In 1981 the pair released the innovative My Life in the Bush of Ghosts, a fusion of Afro- funk rhythms and spoken-word samples. Last year Eno created instrumentals and asked Byrne to provide lyrics for a new album, Everything That Happens Will Happen Today, which has prompted Byrne to create this celebration of the pair's musical ideas.

The whole band was dressed in white with Byrne, ever the performance artist-as-musician, dipping and bopping as his disco- funk guitar scratches accompanied what is surely one of rock's most unique voices.

Strange Overtones from the new album was an uplifting opening, though the sound was lacking. But there were cheers as Byrne cherry-picked from those classic Heads albums More Songs About Buildings and Food, Fear of Music and Remain in Light. The nonsense poetry and African rhythms of I Zimbra saw the white-man funk flow and three dancers were introduced for the first of many sporadic, scene- stealing performances.

Midway through the set there was a change of gears, not so much from the band, which loped through Heaven and several tracks from Everything That Happens (the sound drastically improved after the first number); it was a case of the audience lifting its game, up from seats and flowing steadily to the front.

Iconic Talking Heads tracks (Crosseyed and Painless, Once In A Lifetime, Life During Wartime) pulsed and probed as backing singers and dancers moved across the stage to ensure there was never anything close to a dull moment.
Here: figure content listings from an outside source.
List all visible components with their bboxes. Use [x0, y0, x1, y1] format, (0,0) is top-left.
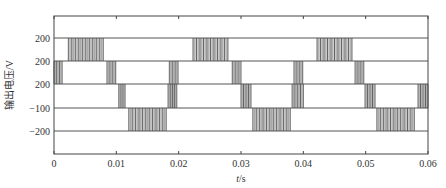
pwm-band — [168, 84, 177, 108]
pwm-band — [107, 61, 116, 84]
x-tick-label: 0.06 — [419, 158, 437, 169]
x-tick-label: 0.04 — [295, 158, 313, 169]
y-tick-label: 200 — [35, 79, 50, 90]
pwm-band — [129, 108, 166, 131]
pwm-band — [292, 84, 303, 108]
pwm-voltage-chart: 00.010.020.030.040.050.06 200200200−100−… — [0, 0, 446, 188]
pwm-band — [193, 38, 228, 61]
voltage-level-lines — [54, 38, 428, 131]
pwm-band — [294, 61, 303, 84]
y-tick-label: −100 — [29, 103, 50, 114]
y-tick-label: 200 — [35, 56, 50, 67]
x-axis-title: t/s — [236, 173, 246, 184]
x-tick-label: 0.02 — [170, 158, 188, 169]
x-axis-title-unit: /s — [239, 173, 246, 184]
svg-text:t/s: t/s — [236, 173, 246, 184]
pwm-band — [418, 84, 428, 108]
pwm-band — [365, 84, 375, 108]
pwm-band — [68, 38, 103, 61]
x-tick-label: 0 — [52, 158, 57, 169]
pwm-band — [119, 84, 125, 108]
pwm-band — [253, 108, 290, 131]
x-tick-label: 0.05 — [357, 158, 375, 169]
pwm-band — [241, 84, 251, 108]
pwm-band — [169, 61, 178, 84]
pwm-band — [377, 108, 414, 131]
y-tick-label: −200 — [29, 126, 50, 137]
y-axis-title: 输出电压/V — [3, 59, 15, 110]
x-tick-label: 0.03 — [232, 158, 250, 169]
pwm-band — [355, 61, 364, 84]
y-axis-ticks: 200200200−100−200 — [29, 33, 50, 137]
y-axis-title-text: 输出电压/V — [3, 59, 15, 110]
x-tick-label: 0.01 — [108, 158, 126, 169]
pwm-band — [54, 61, 62, 84]
pwm-band — [232, 61, 241, 84]
y-tick-label: 200 — [35, 33, 50, 44]
pwm-band — [317, 38, 352, 61]
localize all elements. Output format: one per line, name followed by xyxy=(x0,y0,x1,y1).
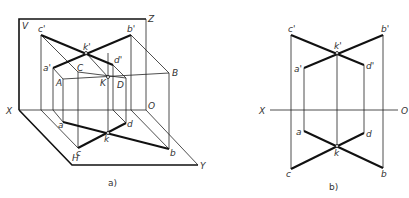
label-c: c xyxy=(76,148,81,158)
label-k-prime: k' xyxy=(83,42,91,52)
label-b-b: b xyxy=(381,169,387,179)
front-cd xyxy=(41,35,113,65)
top-cd-b xyxy=(291,133,364,169)
label-c-prime: c' xyxy=(38,24,45,34)
label-A: A xyxy=(55,78,62,88)
label-d-prime-b: d' xyxy=(366,61,374,71)
label-O-b: O xyxy=(401,106,408,116)
label-a: a xyxy=(58,120,64,130)
label-c-b: c xyxy=(286,169,291,179)
label-O: O xyxy=(148,101,155,111)
label-k-b: k xyxy=(334,148,340,158)
label-d-prime: d' xyxy=(114,55,122,65)
label-V: V xyxy=(22,21,29,31)
label-K: K xyxy=(100,78,107,88)
label-Y: Y xyxy=(200,161,207,171)
line-AB xyxy=(63,73,169,79)
top-ab xyxy=(63,122,169,149)
label-b: b xyxy=(170,148,176,158)
label-X-b: X xyxy=(258,106,266,116)
conn-b xyxy=(131,35,169,73)
figure-b: X O c' b' k' a' d' a d k c b b) xyxy=(258,24,408,192)
h-projector-d xyxy=(113,110,126,123)
front-cd-b xyxy=(291,35,364,65)
point-K xyxy=(107,76,110,79)
label-b-prime: b' xyxy=(127,24,135,34)
label-a-prime-b: a' xyxy=(294,64,302,74)
label-b-prime-b: b' xyxy=(381,24,389,34)
caption-a: a) xyxy=(108,178,117,188)
label-B: B xyxy=(172,68,178,78)
label-D: D xyxy=(117,80,124,90)
caption-b: b) xyxy=(329,182,338,192)
label-k-prime-b: k' xyxy=(334,41,342,51)
label-k: k xyxy=(104,134,110,144)
label-X: X xyxy=(5,106,13,116)
label-a-b: a xyxy=(296,127,302,137)
projection-diagram: V Z X O Y H c' b' k' a' d' A C K D B a d… xyxy=(0,0,409,198)
figure-a: V Z X O Y H c' b' k' a' d' A C K D B a d… xyxy=(5,14,207,188)
label-d: d xyxy=(127,119,133,129)
label-c-prime-b: c' xyxy=(288,24,295,34)
point-k-prime-b xyxy=(336,52,339,55)
label-a-prime: a' xyxy=(43,63,51,73)
label-d-b: d xyxy=(366,129,372,139)
label-Z: Z xyxy=(147,14,155,24)
label-C: C xyxy=(77,63,84,73)
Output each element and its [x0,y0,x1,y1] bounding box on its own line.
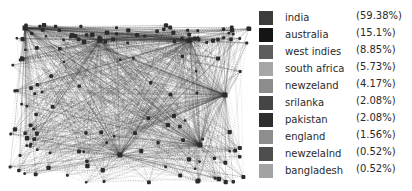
legend-label: newzelalnd [285,147,341,161]
swatch-bangladesh [259,164,273,178]
legend-label: newzeland [285,79,339,93]
swatch-india [259,11,273,25]
legend-percent: (5.73%) [356,60,396,74]
legend-percent: (4.17%) [356,77,396,91]
legend-item-west-indies: west indies (8.85%) [258,45,412,60]
swatch-england [259,130,273,144]
legend-item-south-africa: south africa (5.73%) [258,62,412,77]
legend-item-india: india (59.38%) [258,11,412,26]
legend-label: bangladesh [285,164,343,178]
legend-item-pakistan: pakistan (2.08%) [258,113,412,128]
swatch-west-indies [259,45,273,59]
legend-label: west indies [285,45,341,59]
legend-label: south africa [285,62,344,76]
legend-label: australia [285,28,329,42]
legend-item-australia: australia (15.1%) [258,28,412,43]
legend-label: srilanka [285,96,324,110]
legend-item-bangladesh: bangladesh (0.52%) [258,164,412,179]
swatch-srilanka [259,96,273,110]
legend-percent: (0.52%) [356,145,396,159]
legend-item-srilanka: srilanka (2.08%) [258,96,412,111]
swatch-south-africa [259,62,273,76]
legend-label: india [285,11,309,25]
legend-percent: (0.52%) [356,162,396,176]
network-graph [0,0,255,191]
legend-percent: (59.38%) [356,9,402,23]
legend-percent: (2.08%) [356,111,396,125]
legend-percent: (8.85%) [356,43,396,57]
legend-label: england [285,130,325,144]
swatch-australia [259,28,273,42]
swatch-pakistan [259,113,273,127]
swatch-newzelalnd [259,147,273,161]
legend-percent: (1.56%) [356,128,396,142]
swatch-newzeland [259,79,273,93]
legend-item-newzeland: newzeland (4.17%) [258,79,412,94]
legend-percent: (15.1%) [356,26,396,40]
legend-percent: (2.08%) [356,94,396,108]
legend-item-england: england (1.56%) [258,130,412,145]
legend-item-newzelalnd: newzelalnd (0.52%) [258,147,412,162]
legend-label: pakistan [285,113,328,127]
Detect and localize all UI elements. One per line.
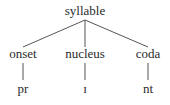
leaf-nucleus: ɪ: [83, 82, 87, 96]
node-coda: coda: [136, 47, 161, 61]
node-onset: onset: [9, 47, 36, 61]
node-nucleus: nucleus: [65, 47, 105, 61]
edge-syllable-onset: [23, 20, 85, 47]
edge-syllable-coda: [85, 20, 148, 47]
leaf-coda: nt: [143, 82, 153, 96]
leaf-onset: pr: [18, 82, 29, 96]
node-syllable: syllable: [65, 4, 105, 18]
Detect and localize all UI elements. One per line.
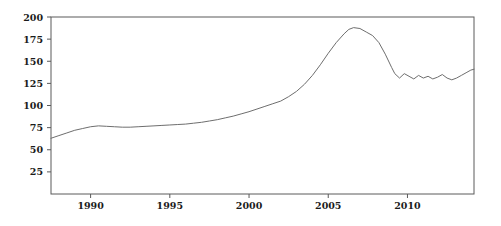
chart-figure: 255075100125150175200 199019952000200520…: [0, 0, 501, 226]
line-chart: 255075100125150175200 199019952000200520…: [0, 0, 501, 226]
plot-background: [51, 17, 474, 194]
y-tick-label: 25: [30, 166, 43, 177]
y-tick-label: 100: [23, 100, 43, 111]
x-tick-label: 2010: [394, 200, 421, 211]
x-tick-label: 2005: [315, 200, 341, 211]
y-tick-label: 150: [23, 56, 43, 67]
x-tick-label: 2000: [236, 200, 263, 211]
y-axis-ticks: 255075100125150175200: [23, 12, 51, 178]
y-tick-label: 50: [30, 144, 44, 155]
x-axis-ticks: 19901995200020052010: [77, 194, 421, 211]
y-tick-label: 175: [23, 34, 43, 45]
y-tick-label: 200: [23, 12, 43, 23]
x-tick-label: 1995: [157, 200, 183, 211]
x-tick-label: 1990: [77, 200, 104, 211]
y-tick-label: 75: [30, 122, 43, 133]
y-tick-label: 125: [23, 78, 43, 89]
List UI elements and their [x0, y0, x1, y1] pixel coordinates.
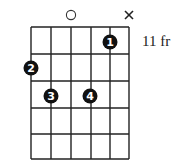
finger-number: 3 [47, 90, 55, 103]
finger-dot-4: 4 [83, 89, 98, 104]
finger-number: 4 [86, 90, 94, 103]
finger-dot-3: 3 [44, 89, 59, 104]
muted-string-icon [125, 11, 133, 19]
finger-dot-2: 2 [24, 61, 39, 76]
finger-dot-1: 1 [103, 35, 118, 50]
open-string-icon [66, 10, 75, 19]
chord-diagram: 1234 [0, 0, 185, 168]
string-markers [66, 10, 133, 19]
finger-number: 2 [27, 62, 35, 75]
finger-number: 1 [106, 36, 114, 49]
fret-position-label: 11 fr [142, 33, 170, 50]
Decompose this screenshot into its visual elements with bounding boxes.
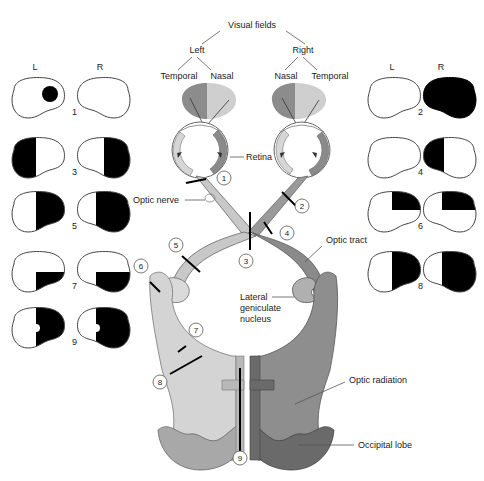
defect-1: 1 <box>12 78 130 119</box>
lesion-2: 2 <box>300 202 305 211</box>
svg-text:4: 4 <box>418 167 423 177</box>
svg-text:8: 8 <box>418 281 423 291</box>
optic-radiation-label: Optic radiation <box>349 375 407 385</box>
lesion-8: 8 <box>158 378 163 387</box>
right-nasal-label: Nasal <box>274 71 297 81</box>
left-eye <box>172 122 228 178</box>
defect-8: 8 <box>368 250 482 300</box>
field-defects-left-column: L R 1 3 5 <box>6 62 144 356</box>
left-temporal-label: Temporal <box>160 71 197 81</box>
col-header-L-right: L <box>389 62 394 72</box>
occipital-lobe-label: Occipital lobe <box>358 440 412 450</box>
diagram-canvas: Visual fields Left Right Temporal Nasal … <box>0 0 484 481</box>
svg-text:5: 5 <box>72 221 77 231</box>
retina-label: Retina <box>246 152 272 162</box>
svg-text:1: 1 <box>72 107 77 117</box>
col-header-R-left: R <box>97 62 104 72</box>
defect-6: 6 <box>368 190 482 232</box>
lesion-1: 1 <box>222 174 227 183</box>
right-eye <box>274 122 330 178</box>
visual-fields-hierarchy: Visual fields Left Right Temporal Nasal … <box>160 20 348 81</box>
defect-2: 2 <box>368 78 476 119</box>
lesion-6: 6 <box>139 262 144 271</box>
defect-5: 5 <box>12 190 136 240</box>
lgn-label-line2: geniculate <box>240 303 281 313</box>
svg-text:3: 3 <box>72 167 77 177</box>
optic-nerve-label: Optic nerve <box>133 195 179 205</box>
svg-text:9: 9 <box>72 337 77 347</box>
col-header-R-right: R <box>438 62 445 72</box>
svg-text:6: 6 <box>418 221 423 231</box>
visual-fields-title: Visual fields <box>228 20 276 30</box>
right-lgn <box>292 278 316 303</box>
optic-tract-label: Optic tract <box>326 235 368 245</box>
lesion-5: 5 <box>174 241 179 250</box>
col-header-L-left: L <box>32 62 37 72</box>
lesion-4: 4 <box>285 229 290 238</box>
defect-3: 3 <box>6 136 144 186</box>
field-defects-right-column: L R 2 4 6 <box>368 62 482 300</box>
lesion-7: 7 <box>194 326 199 335</box>
right-temporal-label: Temporal <box>311 71 348 81</box>
lesion-9: 9 <box>238 454 243 463</box>
svg-text:2: 2 <box>418 107 423 117</box>
left-label: Left <box>189 45 205 55</box>
defect-7: 7 <box>12 252 136 303</box>
left-optic-radiation <box>150 272 244 470</box>
defect-4: 4 <box>368 136 476 186</box>
lgn-label-line3: nucleus <box>240 314 272 324</box>
optic-pathway <box>170 176 326 292</box>
right-label: Right <box>292 45 314 55</box>
svg-text:7: 7 <box>72 281 77 291</box>
lgn-label-line1: Lateral <box>240 292 268 302</box>
lesion-3: 3 <box>244 257 249 266</box>
left-nasal-label: Nasal <box>210 71 233 81</box>
visual-pathway-diagram: Visual fields Left Right Temporal Nasal … <box>0 0 484 481</box>
defect-9: 9 <box>12 306 136 356</box>
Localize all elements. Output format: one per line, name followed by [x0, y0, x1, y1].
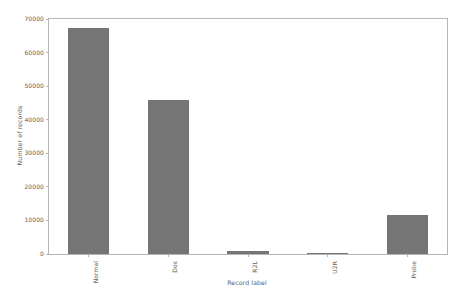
y-axis-tick-mark	[46, 186, 49, 187]
x-axis-tick-mark	[248, 254, 249, 257]
y-axis-tick-mark	[46, 254, 49, 255]
y-axis-tick-mark	[46, 119, 49, 120]
y-axis-tick-label: 40000	[24, 117, 44, 123]
x-axis-tick-mark	[88, 254, 89, 257]
x-axis-tick-label: Probe	[410, 261, 417, 279]
x-axis-tick-mark	[168, 254, 169, 257]
y-axis-tick-mark	[46, 220, 49, 221]
y-axis-tick-label: 10000	[24, 217, 44, 223]
bar	[307, 253, 348, 254]
y-axis-tick-mark	[46, 52, 49, 53]
bar	[148, 100, 189, 254]
y-axis-tick-label: 20000	[24, 184, 44, 190]
y-axis-title: Number of records	[14, 0, 26, 270]
y-axis-tick-mark	[46, 19, 49, 20]
bar	[68, 28, 109, 254]
plot-area: 010000200003000040000500006000070000 Nor…	[48, 18, 448, 255]
bar-chart-figure: Number of records 0100002000030000400005…	[0, 0, 464, 297]
x-axis-tick-label: Dos	[171, 261, 178, 273]
y-axis-tick-mark	[46, 153, 49, 154]
y-axis-tick-label: 70000	[24, 16, 44, 22]
x-axis-tick-mark	[407, 254, 408, 257]
y-axis-tick-mark	[46, 86, 49, 87]
y-axis-title-text: Number of records	[17, 105, 24, 165]
bar	[227, 251, 268, 254]
y-axis-tick-label: 0	[40, 251, 44, 257]
x-axis-tick-label: R2L	[251, 261, 258, 273]
x-axis-title: Record label	[45, 279, 449, 286]
y-axis-tick-label: 50000	[24, 83, 44, 89]
bar	[387, 215, 428, 254]
y-axis-tick-label: 60000	[24, 50, 44, 56]
y-axis-tick-label: 30000	[24, 150, 44, 156]
x-axis-tick-mark	[327, 254, 328, 257]
x-axis-tick-label: U2R	[331, 261, 338, 274]
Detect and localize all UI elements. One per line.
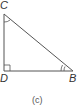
angle-arc-b-outer (61, 65, 63, 71)
angle-arc-c (4, 20, 10, 22)
triangle-cdb (4, 14, 73, 71)
figure-caption: (c) (32, 95, 43, 105)
vertex-label-b: B (69, 72, 76, 84)
vertex-label-c: C (0, 0, 8, 11)
right-angle-marker-d (4, 65, 10, 71)
right-triangle-diagram: C D B (c) (0, 0, 84, 106)
vertex-label-d: D (0, 72, 8, 84)
angle-arc-b-inner (64, 67, 65, 72)
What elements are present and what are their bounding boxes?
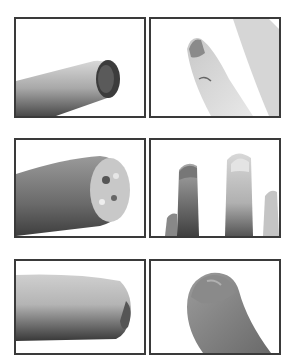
finger-healed-tip-image	[16, 261, 144, 353]
finger-damaged-nail-image	[151, 19, 279, 116]
photo-panel-1	[14, 17, 146, 118]
photo-panel-2	[149, 17, 281, 118]
finger-necrotic-tip-image	[16, 19, 144, 116]
photo-panel-6	[149, 259, 281, 355]
finger-regrown-nail-image	[151, 261, 279, 353]
photo-panel-3	[14, 138, 146, 238]
photo-panel-4	[149, 138, 281, 238]
injured-and-healthy-fingers-image	[151, 140, 279, 236]
photo-panel-5	[14, 259, 146, 355]
finger-crusted-wound-image	[16, 140, 144, 236]
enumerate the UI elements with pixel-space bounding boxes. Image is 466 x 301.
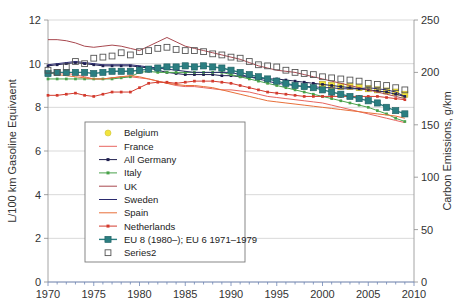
y2-axis-tick-label: 150 xyxy=(421,119,439,131)
legend-item-label: France xyxy=(124,141,154,152)
data-marker xyxy=(376,95,379,98)
data-marker xyxy=(47,94,50,97)
data-marker xyxy=(248,86,251,89)
y2-axis-tick-label: 100 xyxy=(421,171,439,183)
data-marker xyxy=(109,68,115,74)
legend-marker-swatch xyxy=(107,225,110,228)
data-marker xyxy=(374,100,380,106)
data-marker xyxy=(321,95,324,98)
data-marker xyxy=(191,64,197,70)
data-marker xyxy=(138,86,141,89)
x-axis-tick-label: 1990 xyxy=(219,288,243,300)
data-marker xyxy=(82,69,88,75)
legend-item-label: Spain xyxy=(124,207,148,218)
legend-marker-swatch xyxy=(107,158,110,161)
legend-item-label: All Germany xyxy=(124,154,177,165)
data-marker xyxy=(312,82,315,85)
data-marker xyxy=(319,87,325,93)
data-marker xyxy=(221,74,224,77)
data-marker xyxy=(72,69,78,75)
data-marker xyxy=(365,98,371,104)
data-marker xyxy=(129,91,132,94)
data-marker xyxy=(275,92,278,95)
data-marker xyxy=(266,91,269,94)
data-marker xyxy=(347,93,353,99)
chart-root: 0246810120501001502002501970197519801985… xyxy=(0,0,466,301)
legend-item-label: UK xyxy=(124,181,138,192)
data-marker xyxy=(394,97,397,100)
x-axis-tick-label: 1975 xyxy=(82,288,106,300)
y-axis-tick-label: 10 xyxy=(29,58,41,70)
data-marker xyxy=(47,78,50,81)
data-marker xyxy=(358,104,361,107)
data-marker xyxy=(303,81,306,84)
data-marker xyxy=(394,93,397,96)
data-marker xyxy=(120,91,123,94)
data-marker xyxy=(385,96,388,99)
data-marker xyxy=(175,71,178,74)
legend-marker-swatch xyxy=(107,171,110,174)
data-marker xyxy=(383,104,389,110)
data-marker xyxy=(155,65,161,71)
data-marker xyxy=(200,63,206,69)
y-axis-tick-label: 12 xyxy=(29,14,41,26)
data-marker xyxy=(92,95,95,98)
data-marker xyxy=(376,109,379,112)
data-marker xyxy=(54,69,60,75)
data-marker xyxy=(404,120,407,123)
legend-item-label: Belgium xyxy=(124,127,158,138)
legend-marker-swatch xyxy=(105,130,111,136)
data-marker xyxy=(275,84,278,87)
data-marker xyxy=(329,89,335,95)
data-marker xyxy=(339,85,342,88)
data-marker xyxy=(255,74,261,80)
data-marker xyxy=(294,80,297,83)
data-marker xyxy=(310,85,316,91)
data-marker xyxy=(349,102,352,105)
data-marker xyxy=(385,91,388,94)
data-marker xyxy=(393,108,399,114)
x-axis-tick-label: 1995 xyxy=(265,288,289,300)
x-axis-tick-label: 2005 xyxy=(356,288,380,300)
y2-axis-tick-label: 50 xyxy=(421,224,433,236)
data-marker xyxy=(237,69,243,75)
data-marker xyxy=(166,81,169,84)
data-marker xyxy=(285,93,288,96)
data-marker xyxy=(230,73,233,76)
data-marker xyxy=(56,78,59,81)
data-marker xyxy=(301,83,307,89)
data-marker xyxy=(173,64,179,70)
data-marker xyxy=(303,91,306,94)
data-marker xyxy=(239,75,242,78)
data-marker xyxy=(102,93,105,96)
data-marker xyxy=(136,67,142,73)
fuel-economy-chart: 0246810120501001502002501970197519801985… xyxy=(0,0,466,301)
legend-item-label: Italy xyxy=(124,167,142,178)
x-axis-tick-label: 2000 xyxy=(310,288,334,300)
data-marker xyxy=(164,64,170,70)
data-marker xyxy=(219,65,225,71)
data-marker xyxy=(166,71,169,74)
data-marker xyxy=(338,91,344,97)
y-axis-tick-label: 2 xyxy=(35,232,41,244)
data-marker xyxy=(111,91,114,94)
x-axis-tick-label: 1980 xyxy=(127,288,151,300)
y2-axis-tick-label: 200 xyxy=(421,66,439,78)
data-marker xyxy=(266,82,269,85)
data-marker xyxy=(65,78,68,81)
data-marker xyxy=(175,82,178,85)
data-marker xyxy=(239,84,242,87)
data-marker xyxy=(257,80,260,83)
data-marker xyxy=(283,80,289,86)
y-axis-tick-label: 6 xyxy=(35,145,41,157)
data-marker xyxy=(339,99,342,102)
data-marker xyxy=(100,69,106,75)
y2-axis-tick-label: 0 xyxy=(421,276,427,288)
data-marker xyxy=(330,84,333,87)
data-marker xyxy=(74,92,77,95)
y-axis-tick-label: 8 xyxy=(35,101,41,113)
data-marker xyxy=(367,106,370,109)
data-marker xyxy=(65,93,68,96)
data-marker xyxy=(210,64,216,70)
y-axis-title: L/100 km Gasoline Equivaent xyxy=(6,79,18,223)
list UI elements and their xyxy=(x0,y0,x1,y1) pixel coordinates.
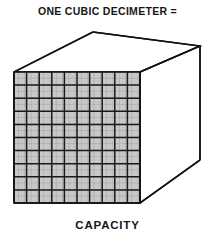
figure-root: ONE CUBIC DECIMETER = xyxy=(0,0,215,241)
cube-diagram xyxy=(0,0,215,241)
cube-right-face xyxy=(140,46,200,203)
bottom-caption: CAPACITY xyxy=(0,219,215,231)
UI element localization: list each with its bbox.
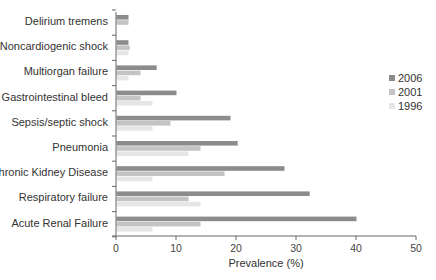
x-tick-label: 40 (350, 242, 362, 254)
x-tick-label: 10 (170, 242, 182, 254)
bar-2006 (117, 166, 285, 171)
bar-1996 (117, 177, 153, 182)
bar-1996 (117, 227, 153, 232)
category-label: Sepsis/septic shock (11, 116, 108, 128)
bar-2006 (117, 65, 157, 70)
bar-1996 (117, 151, 189, 156)
category-label: Respiratory failure (19, 191, 108, 203)
bar-2001 (117, 20, 129, 25)
x-tick-label: 30 (290, 242, 302, 254)
legend-swatch-2001 (389, 89, 395, 95)
bar-1996 (117, 76, 129, 81)
category-label: Noncardiogenic shock (0, 40, 108, 52)
category-label: Acute Renal Failure (11, 217, 108, 229)
bar-2001 (117, 71, 141, 76)
bar-2001 (117, 121, 171, 126)
bar-1996 (117, 202, 201, 207)
bar-2006 (117, 191, 310, 196)
legend-swatch-2006 (389, 75, 395, 81)
category-label: Gastrointestinal bleed (2, 91, 108, 103)
x-axis-title: Prevalence (%) (228, 257, 303, 269)
category-labels: Delirium tremensNoncardiogenic shockMult… (0, 15, 109, 229)
legend-label: 2001 (398, 86, 422, 98)
bar-2006 (117, 141, 238, 146)
x-tick-label: 50 (410, 242, 422, 254)
category-label: Pneumonia (52, 141, 109, 153)
x-tick-label: 20 (230, 242, 242, 254)
bar-1996 (117, 51, 129, 56)
legend-swatch-1996 (389, 103, 395, 109)
bar-chart: Delirium tremensNoncardiogenic shockMult… (0, 0, 436, 280)
category-label: Chronic Kidney Disease (0, 166, 108, 178)
bar-1996 (117, 126, 153, 131)
category-label: Delirium tremens (25, 15, 109, 27)
legend-label: 1996 (398, 100, 422, 112)
bar-2001 (117, 222, 201, 227)
bar-2001 (117, 96, 141, 101)
bar-2001 (117, 45, 130, 50)
bar-2006 (117, 40, 129, 45)
y-ticks (112, 10, 116, 237)
bar-2006 (117, 91, 177, 96)
bar-1996 (117, 101, 153, 106)
legend: 200620011996 (389, 72, 422, 112)
bar-2001 (117, 146, 201, 151)
legend-label: 2006 (398, 72, 422, 84)
bar-2006 (117, 15, 129, 20)
x-tick-label: 0 (113, 242, 119, 254)
bar-2001 (117, 197, 189, 202)
category-label: Multiorgan failure (24, 65, 108, 77)
bar-2006 (117, 116, 231, 121)
bars-area (117, 15, 357, 232)
x-ticks: 01020304050 (113, 236, 422, 254)
bar-2001 (117, 171, 225, 176)
bar-2006 (117, 217, 357, 222)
Help Me Somebody (from Bush of Ghosts) was positively electric and encores of Al Green's Take Me To The River as well as The Great Curve and Air kept the audience on its feet, toes tapping and hands clapping.

Burning Down the House was the feel-good encore, house lights on full to show everybody standing.

David Byrne's musical career across three decades has seen him constantly move forward, inventing rather than repeating; this performance was a showcase of that, also showing that, in many ways, the music he and Brian Eno have made together sits in its own near-timeless bubble; new songs merging with old, everything that happened sounding fresh.